My First Million
The best business ideas come from noticing what's working and doing it better, faster, or for a different audience.
“Step by step, ferociously.”
What It Means
Combine long-term patience with daily urgency - move aggressively on daily tasks while maintaining long-term vision.
Why It Matters
Resolves the apparent contradiction between long-term thinking and daily execution speed.
When It's True
When building complex businesses that require both sustained effort and rapid daily progress.
When It's Risky
When ferocious daily pace leads to burnout or when you sacrifice long-term positioning for short-term gains.
How to Apply
Set ambitious long-term goals with patient timelines
Execute daily tasks with maximum intensity and focus
Balance urgency with sustainable work practices
Measure progress on both daily and annual timescales
Example Scenario
“Startup founder commits to 10-year vision for market leadership while working intensively every day on product development, customer acquisition, and team building.”
Related Knowledge
Fuck you.

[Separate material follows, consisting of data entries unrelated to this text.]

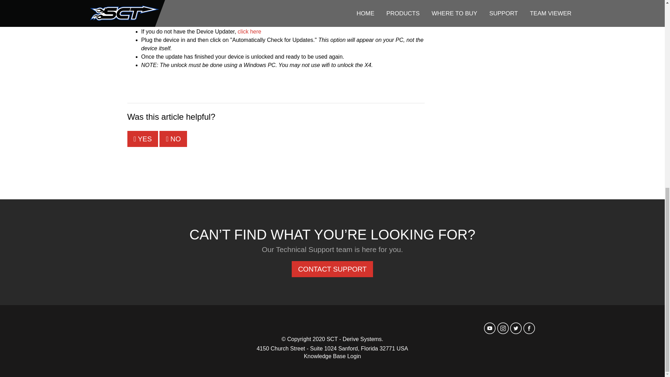 Image resolution: width=670 pixels, height=377 pixels. I want to click on NO, so click(173, 139).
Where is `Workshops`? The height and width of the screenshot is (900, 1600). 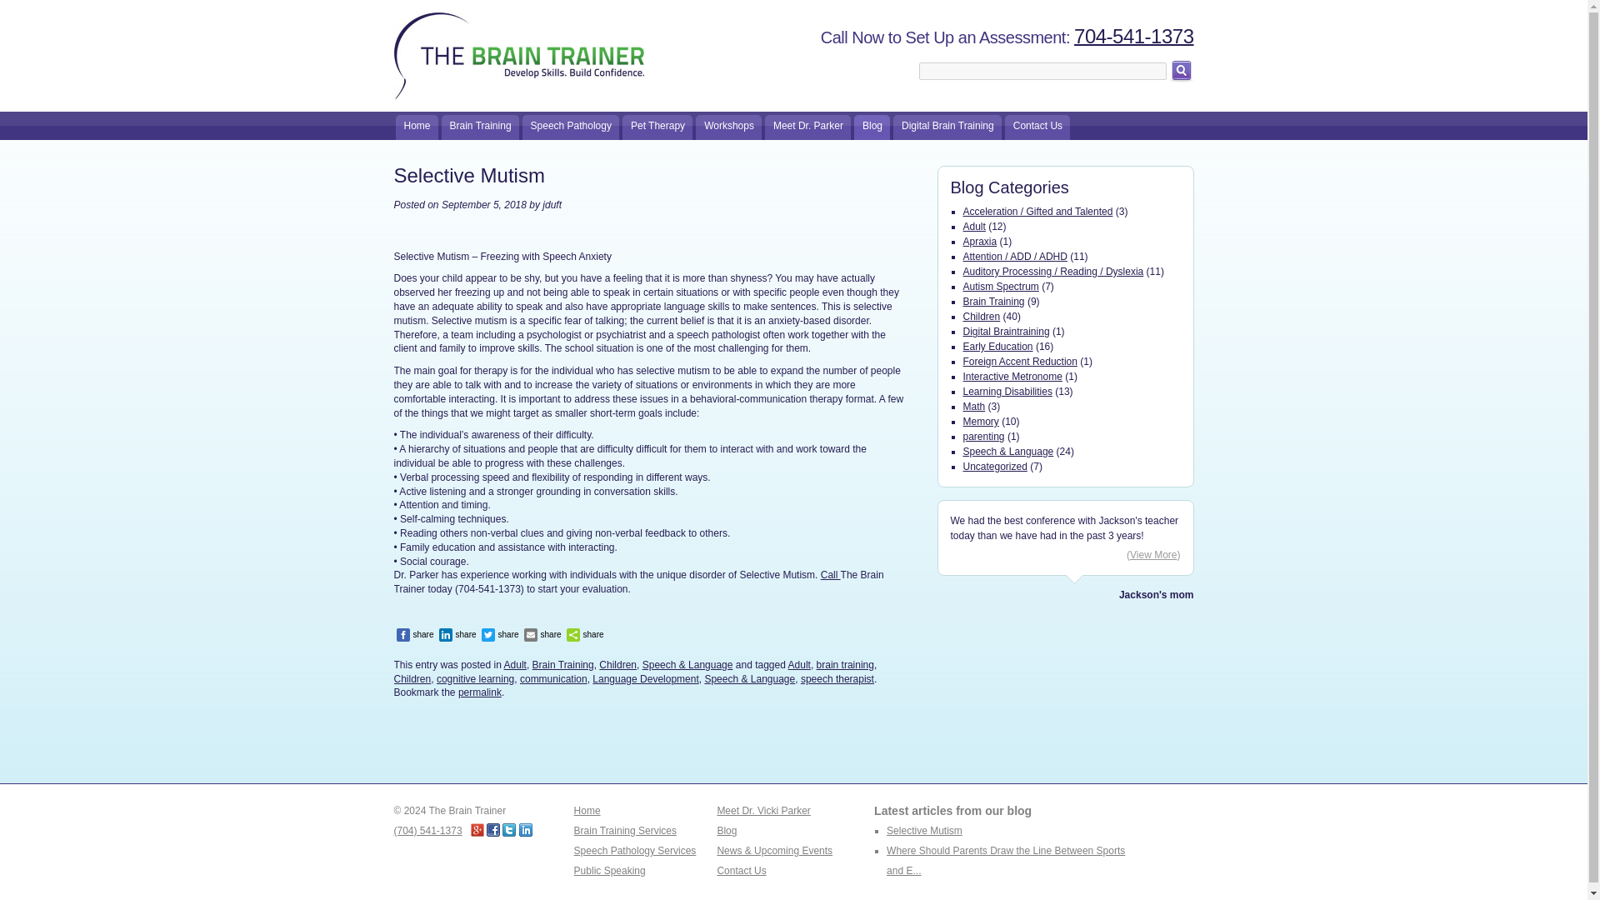
Workshops is located at coordinates (728, 127).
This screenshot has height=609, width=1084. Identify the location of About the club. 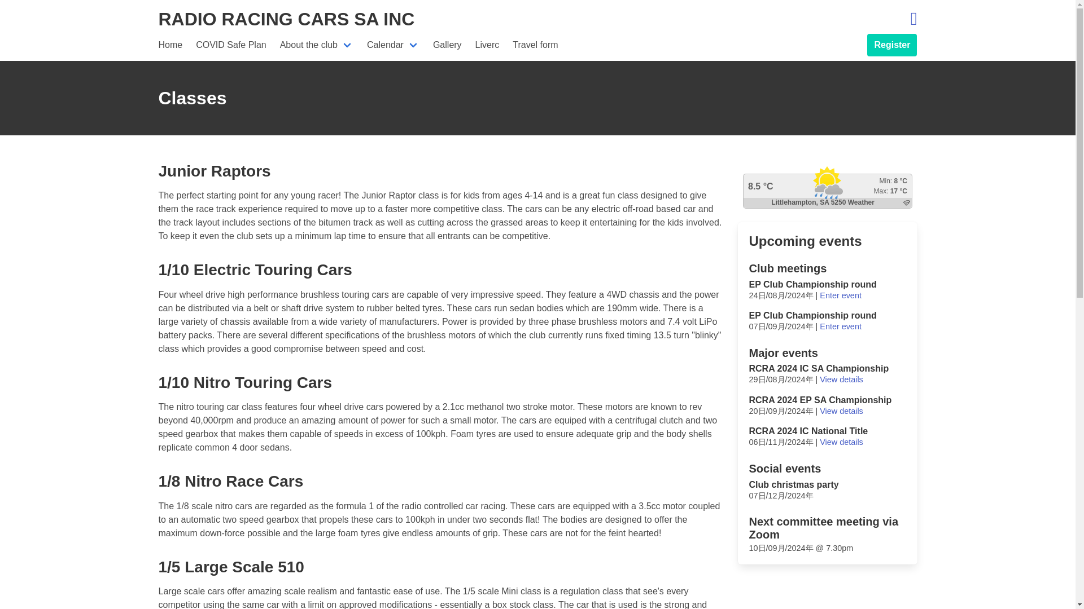
(316, 45).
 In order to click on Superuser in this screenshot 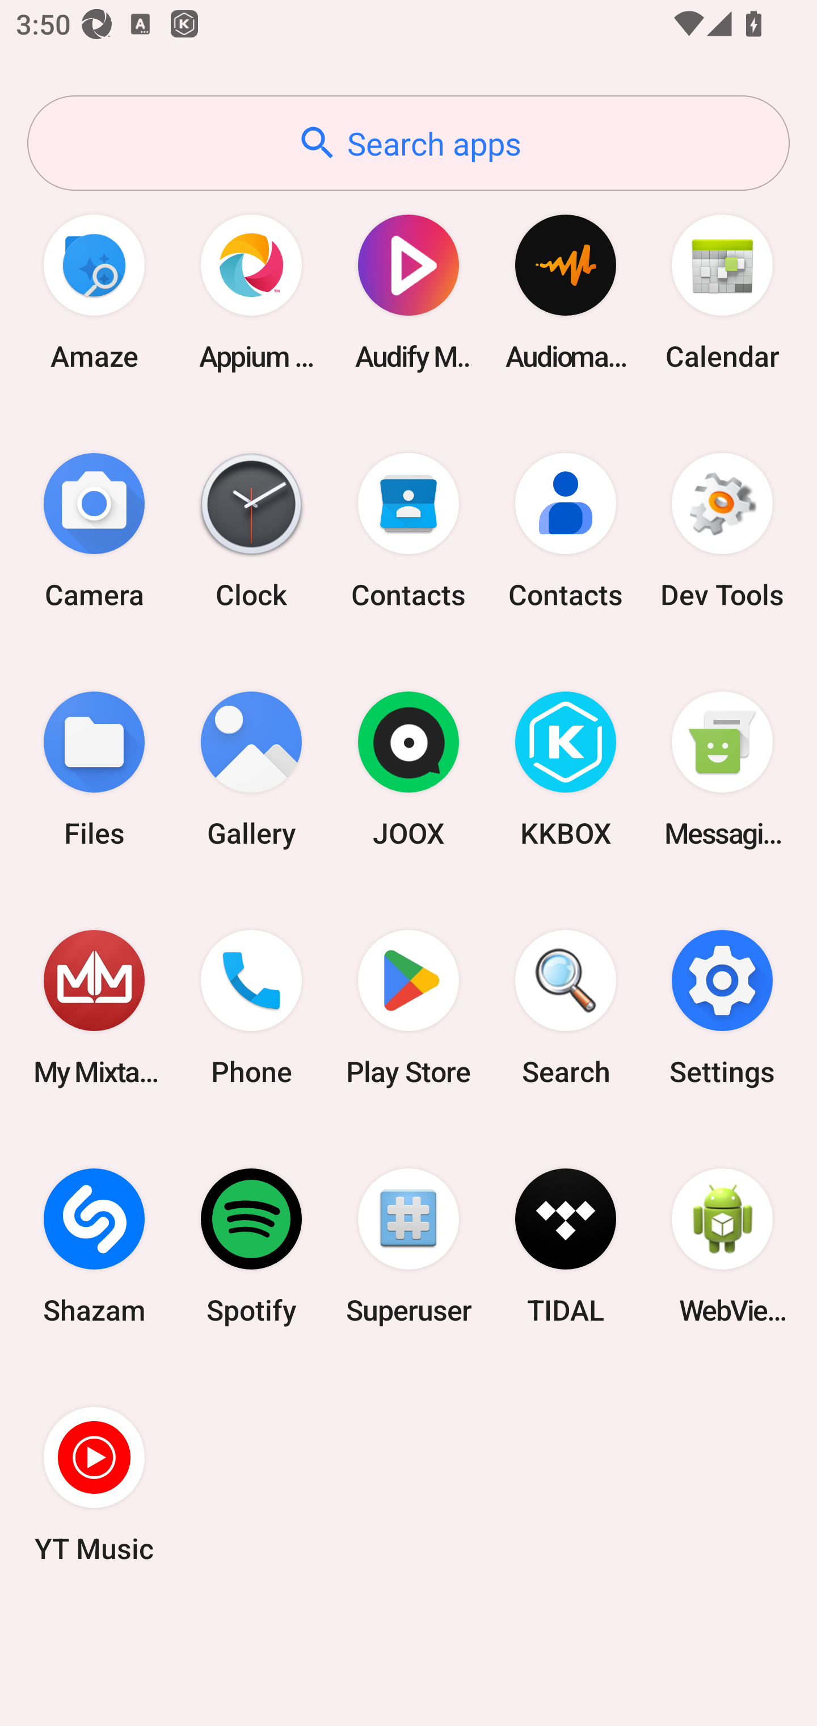, I will do `click(409, 1245)`.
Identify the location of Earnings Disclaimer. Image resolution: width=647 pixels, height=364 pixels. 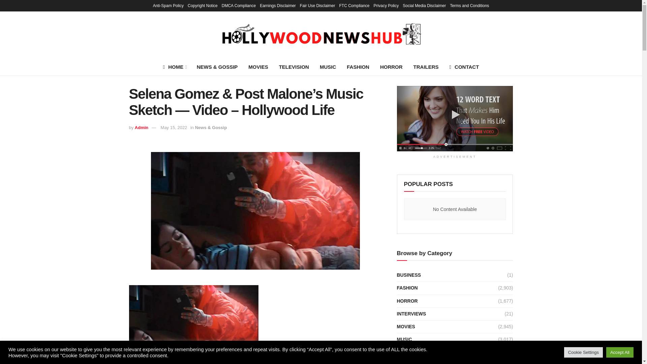
(278, 5).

This is a family heirloom.
Dyson's response to acquisition offers, treating his company as something to pass to future generations rather than sell for profit.
Anti-Business Billionaire Framework
A framework identifying five core traits of entrepreneurs who build massive companies by being contrarian to typical business advice: high disagreeableness, extreme self-confidence, product obsession, total control retention, and refusal to sell at any price.
Edisonian Principle of Design
A product development approach focused on rapid experimentation, immediate feedback, and constant iteration rather than master planning.
Maintain freedom to work on what you love while building a successful business
Ability to work exclusively on projects you're passionate about, declining lucrative distractions, and having money follow from doing what you love rather than chasing money directly.
Family Heirloom Business Model
Viewing your business as a family heirloom to be passed down through generations rather than an asset to be optimized for sale.
Go Slow Now to Go Fast Later
Deliberately limiting initial growth to deeply learn fundamentals, enabling exponentially faster growth later when you apply accumulated knowledge.